PORTOBELLO FILM FESTIVAL 2009
THE BEAT GOES ON



1 Adrift in Notting Hill and A Blues for Shindig
2 Alex Trocchi’s Invisible Insurrection
3 Longhair Times: Hoppy and Miles
4 Rolling Stones on the Portobello Road
5 Michael X on the Black Beat in the Ghetto
6 Ladbroke Grove Roots


PART 6
Ladbroke Grove Roots



The IT 10.5 emergency issue after the paper’s first bust, that doubled as the ‘Technicolour Dream’ programme, features a poem by Dave Tomlin calling for more flower power in the gardens of Notting Hill: ‘Pavement bursting grass, quickening the grove, greening out the grey this spring, seeds scattered on brown municipal mound in conduit lined holes, to find its way into the sun and spread a carpet for London child to dance, these grains carried in pockets ready to sow in subversive sweeps where heavy unseeing law can only flounder, and with the wirespring rooted grass mix sundry blobs of colour from Woolworth packaged blooms to invade this grove with smells that clog the diesel chugging pipes and waft the scent of sanity from Portobello’s Gate.’

Notting Hill Interzone International Times
As students took to the barricades in Paris in May 1968, John Hopkins came up with International Times 30, the Notting Hill ‘Interzone A’ map issue – inspired by a combination of William Blake and William Burroughs, Situationist psychogeography and local history. The ‘Interzone’ IT cover features a Ladbroke Grove Carnival procession cut-up collage by Miles, incorporating Coleridge King Mob graffiti and the mayor Malby Crofton. In 1970 the International Times/White Panthers stall in the basement of the Friends Market at 305 Portobello Road sold such head classics as Burroughs’ Speed, The Book of Grass, and Thomas de Quincey’s Confessions of an English Opium Eater.

2 Blenheim Crescent and Bill Hopkins
The Family Dog Shop at 2 Blenheim Crescent was the Portobello hippy ephemera ‘headshop’, named after the San Francisco ballroom commune of the acid guru Chet Helms. On the site of Minus Zero 60s and 70s punk specialist record shop, at the time ‘rings, skins and things, clothing from the East, incense, jewellery, pipes and other smokers needs’ were purveyed. The beatnik landlord Bill Hopkins let the upstairs office to the Word underground poster designers, who at Christmas ’68 sent season’s greetings ‘to all IT readers and heads everywhere, and new friends and old in or out of jail.’
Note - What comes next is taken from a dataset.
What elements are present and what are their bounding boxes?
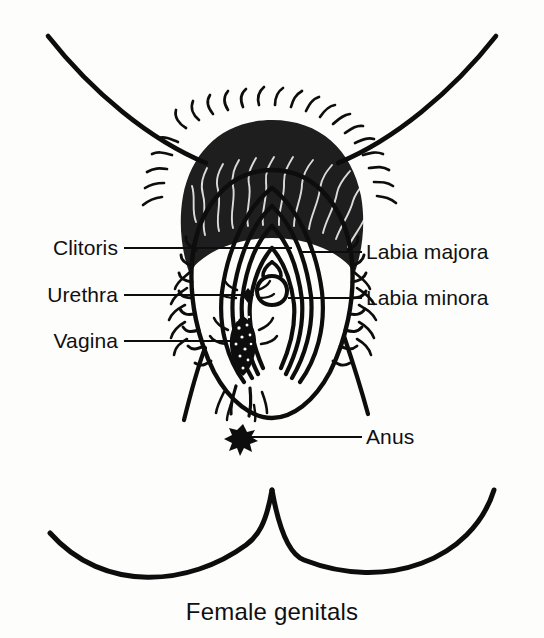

Performance: I need a Bohemian atmosphere
During James Fox’s hippy makeover on Powis Square in Performance Anita Pallenberg considers calling “Doctor Burroughs.” As well as being an associate of Michael X, the beat writer William Burroughs, of Junkie and Naked Lunch notoriety, influenced the film on several levels from his cut-up technique of editing to his favourite themes of sexual experimentation, heroin and assassins. ‘The Hashishin’ track and Mick Jagger’s accompanying potted history of Hassan-I-Sabbah, the old man of the mountains and the assassins, has been dismissed as a hippy cliché by Michael Moorcock, but this aspect of the film has taken on heavier significance post 9/11.

Michael X’s hustling career wouldn’t miss a Bohemian beat. In 1967, as he reinvented himself as Britain’s Black Power/Flower Power messiah with an Afro, beard, satin shirt and paisley trousers, he appeared with Allen Ginsberg at the Legalise Pot rally in Hyde Park. In spite of the efforts of the International Committee to Save Michael X (which included William Burroughs, Alex Trocchi, John Michell, the Lennons and Leonard Cohen), in 1975, after three years on death row in Port of Spain, Trinidad, Michael was hanged for murder and buried in the prison Golden Grove graveyard. VS Naipaul concluded that the hippest hippies; Burroughs, Lennon and Trocchi; all fell for Michael’s performance and patronised him as ‘the militant who was only an entertainer.’

The Beat Bar and Bongos Square
The Mau Mau Bar at 265 Portobello Road (which was part of the 70s Motor City jeans store) started out as ‘the Motown Majic Company’s Original Soul Bar’ in the early 90s, featuring Motown record encrusted counters. After that 265 had an existential spell as the Beat Bar before its current hip-hop incarnation. In the 90s the Tavistock Road pedestrianised square was an impromptu venue of appearances by JC001, the local speed-beat-rapper, and rave tourist beat revival bongothons.